Journal of Physical Chemistry A, Vol.120, No.21, 4147-4154, 2016
Isotherm-Based Thermodynamic Models for Solute Activities of Organic Acids with Consideration of Partial Dissociation
Organic acids make up a significant fraction of the organic mass in atmospheric aerosol particles. The calculation of gas liquid solid equilibrium partitioning of the organic acid is therefore critical for accurate determination of atmospheric aerosol physicochemical properties and processes such as new particle formation and activation to cloud condensation nuclei. Previously, an adsorption isotherm based statistical thermodynamic model was developed for capturing solute concentration activity relationships for multicomponent aqueous solutions over the entire concentration range (Dutcher et al.

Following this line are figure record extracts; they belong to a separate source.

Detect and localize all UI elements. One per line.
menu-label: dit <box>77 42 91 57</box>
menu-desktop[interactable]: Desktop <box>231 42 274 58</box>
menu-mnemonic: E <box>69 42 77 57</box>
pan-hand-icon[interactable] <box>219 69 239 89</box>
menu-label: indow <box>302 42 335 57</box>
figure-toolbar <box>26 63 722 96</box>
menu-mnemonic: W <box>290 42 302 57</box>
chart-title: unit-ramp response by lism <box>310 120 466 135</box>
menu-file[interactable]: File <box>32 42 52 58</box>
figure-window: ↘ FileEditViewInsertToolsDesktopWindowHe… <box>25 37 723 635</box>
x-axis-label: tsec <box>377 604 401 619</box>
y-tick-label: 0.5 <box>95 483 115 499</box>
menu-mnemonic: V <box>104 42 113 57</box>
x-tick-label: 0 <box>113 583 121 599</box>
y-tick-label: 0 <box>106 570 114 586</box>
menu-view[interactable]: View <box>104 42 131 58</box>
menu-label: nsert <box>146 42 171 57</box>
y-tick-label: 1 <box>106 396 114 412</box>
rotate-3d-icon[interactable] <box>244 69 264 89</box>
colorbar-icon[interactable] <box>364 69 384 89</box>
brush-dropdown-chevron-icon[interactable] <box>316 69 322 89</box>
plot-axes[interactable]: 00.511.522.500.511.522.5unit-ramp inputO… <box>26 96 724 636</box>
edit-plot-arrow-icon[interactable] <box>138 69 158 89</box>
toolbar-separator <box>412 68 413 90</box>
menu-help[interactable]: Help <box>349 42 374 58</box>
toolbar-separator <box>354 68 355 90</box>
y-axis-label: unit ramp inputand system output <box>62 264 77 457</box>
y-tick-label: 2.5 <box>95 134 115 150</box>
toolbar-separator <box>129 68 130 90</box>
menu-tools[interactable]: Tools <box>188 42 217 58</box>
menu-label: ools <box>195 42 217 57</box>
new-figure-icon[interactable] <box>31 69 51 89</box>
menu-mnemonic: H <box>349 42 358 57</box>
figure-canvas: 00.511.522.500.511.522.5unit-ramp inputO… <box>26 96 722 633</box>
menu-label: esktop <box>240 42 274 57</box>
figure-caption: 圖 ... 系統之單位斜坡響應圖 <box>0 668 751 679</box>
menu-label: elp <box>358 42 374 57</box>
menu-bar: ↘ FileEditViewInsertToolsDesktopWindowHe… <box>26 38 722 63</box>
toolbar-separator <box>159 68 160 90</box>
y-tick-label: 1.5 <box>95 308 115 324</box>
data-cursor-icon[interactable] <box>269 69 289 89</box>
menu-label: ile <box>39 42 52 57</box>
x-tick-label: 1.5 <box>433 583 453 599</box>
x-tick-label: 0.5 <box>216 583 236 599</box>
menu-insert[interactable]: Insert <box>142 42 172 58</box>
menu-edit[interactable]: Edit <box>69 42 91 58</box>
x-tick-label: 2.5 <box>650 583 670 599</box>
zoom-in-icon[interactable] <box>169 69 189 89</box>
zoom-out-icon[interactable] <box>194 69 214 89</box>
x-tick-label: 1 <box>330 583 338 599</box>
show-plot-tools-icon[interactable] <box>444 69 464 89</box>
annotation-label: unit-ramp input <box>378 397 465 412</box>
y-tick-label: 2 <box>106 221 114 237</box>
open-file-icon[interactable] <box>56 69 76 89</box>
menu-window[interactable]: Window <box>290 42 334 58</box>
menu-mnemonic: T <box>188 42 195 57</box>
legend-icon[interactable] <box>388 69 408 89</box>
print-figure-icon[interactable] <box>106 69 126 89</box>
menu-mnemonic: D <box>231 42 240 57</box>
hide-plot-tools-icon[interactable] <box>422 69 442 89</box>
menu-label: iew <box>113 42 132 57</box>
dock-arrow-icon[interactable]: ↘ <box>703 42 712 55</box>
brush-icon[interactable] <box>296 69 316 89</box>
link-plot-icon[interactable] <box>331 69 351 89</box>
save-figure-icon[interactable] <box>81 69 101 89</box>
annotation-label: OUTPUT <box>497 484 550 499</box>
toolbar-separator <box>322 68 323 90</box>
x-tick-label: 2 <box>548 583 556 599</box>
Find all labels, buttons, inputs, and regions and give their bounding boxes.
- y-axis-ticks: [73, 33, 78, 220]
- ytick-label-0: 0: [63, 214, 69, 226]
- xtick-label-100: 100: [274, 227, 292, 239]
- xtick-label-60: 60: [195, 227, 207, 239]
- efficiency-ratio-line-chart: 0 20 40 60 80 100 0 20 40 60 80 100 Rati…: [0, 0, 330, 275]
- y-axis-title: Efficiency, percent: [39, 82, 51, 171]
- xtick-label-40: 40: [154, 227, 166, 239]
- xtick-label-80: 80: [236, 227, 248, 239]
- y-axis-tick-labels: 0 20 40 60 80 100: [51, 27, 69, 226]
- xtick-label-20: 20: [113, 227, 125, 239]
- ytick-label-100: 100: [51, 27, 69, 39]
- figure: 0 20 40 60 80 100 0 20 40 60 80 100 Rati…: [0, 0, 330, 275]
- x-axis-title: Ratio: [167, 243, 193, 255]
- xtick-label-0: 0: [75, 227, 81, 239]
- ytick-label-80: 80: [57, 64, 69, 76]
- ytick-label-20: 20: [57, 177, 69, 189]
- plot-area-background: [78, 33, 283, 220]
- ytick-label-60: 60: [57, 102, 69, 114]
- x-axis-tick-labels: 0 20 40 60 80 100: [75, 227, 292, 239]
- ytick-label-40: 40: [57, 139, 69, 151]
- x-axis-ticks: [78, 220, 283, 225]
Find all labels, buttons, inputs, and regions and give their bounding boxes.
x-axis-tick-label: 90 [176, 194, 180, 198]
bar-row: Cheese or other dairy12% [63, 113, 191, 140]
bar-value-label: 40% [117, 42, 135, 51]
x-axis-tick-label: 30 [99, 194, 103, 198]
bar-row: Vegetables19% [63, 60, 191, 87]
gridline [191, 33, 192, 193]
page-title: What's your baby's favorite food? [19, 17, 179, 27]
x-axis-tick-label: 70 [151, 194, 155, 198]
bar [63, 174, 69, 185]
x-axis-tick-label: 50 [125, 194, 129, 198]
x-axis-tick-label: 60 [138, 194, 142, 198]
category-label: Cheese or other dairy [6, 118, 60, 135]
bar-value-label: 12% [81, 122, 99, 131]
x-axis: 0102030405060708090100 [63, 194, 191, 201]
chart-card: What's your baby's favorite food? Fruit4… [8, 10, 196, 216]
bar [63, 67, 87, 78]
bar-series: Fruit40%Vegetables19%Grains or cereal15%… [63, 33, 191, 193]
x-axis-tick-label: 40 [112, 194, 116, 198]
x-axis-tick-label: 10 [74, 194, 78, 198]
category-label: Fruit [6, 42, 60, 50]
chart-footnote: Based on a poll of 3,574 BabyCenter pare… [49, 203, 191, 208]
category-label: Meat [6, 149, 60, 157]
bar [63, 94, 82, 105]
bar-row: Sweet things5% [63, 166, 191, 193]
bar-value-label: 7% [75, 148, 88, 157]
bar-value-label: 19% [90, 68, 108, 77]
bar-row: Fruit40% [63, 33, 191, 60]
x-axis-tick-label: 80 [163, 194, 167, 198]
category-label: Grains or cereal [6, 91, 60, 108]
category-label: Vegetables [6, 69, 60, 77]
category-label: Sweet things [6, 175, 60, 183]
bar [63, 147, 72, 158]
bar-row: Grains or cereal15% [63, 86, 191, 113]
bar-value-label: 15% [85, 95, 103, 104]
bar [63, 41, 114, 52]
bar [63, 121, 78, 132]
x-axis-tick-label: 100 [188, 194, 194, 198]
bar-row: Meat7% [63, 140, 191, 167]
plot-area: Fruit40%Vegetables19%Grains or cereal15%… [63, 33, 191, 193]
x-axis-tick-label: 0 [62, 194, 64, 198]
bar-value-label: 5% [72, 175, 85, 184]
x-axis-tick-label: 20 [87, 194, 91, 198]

J. Phys. Chem. C/A 2011, 2012, 2013), with model parameters for energies of adsorption successfully related to dipole dipole electrostatic forces in solute solvent and solvent solvent interactions for both electrolytes and organics (Ohm et al. J. Phys. Chem. A 2015). However, careful attention is needed for weakly dissociating semivolatile organic acids. Dicarboxylic acids, such as malonic acid and glutaric acid are treated here as a mixture of nondissociated organic solute (HA) and dissociated solute (H+ + A(-)). It was found that the apparent dissociation was greater than that predicted by known dissociation constants alone, emphasizing the effect of dissociation on osmotic and activity coefficient predictions. To avoid additional parametrization from the mixture approach, an expression was used to relate the Debye Hiickel hard-core collision diameter to the adjustable solute solvent intermolecular distance. An improved reference state treatment for electrolyte organic aqueous mixtures, such as that observed here with partial dissociation, has also been proposed. This work results in predictive correlations for estimation of organic acid and water activities for which there is little or no activity data.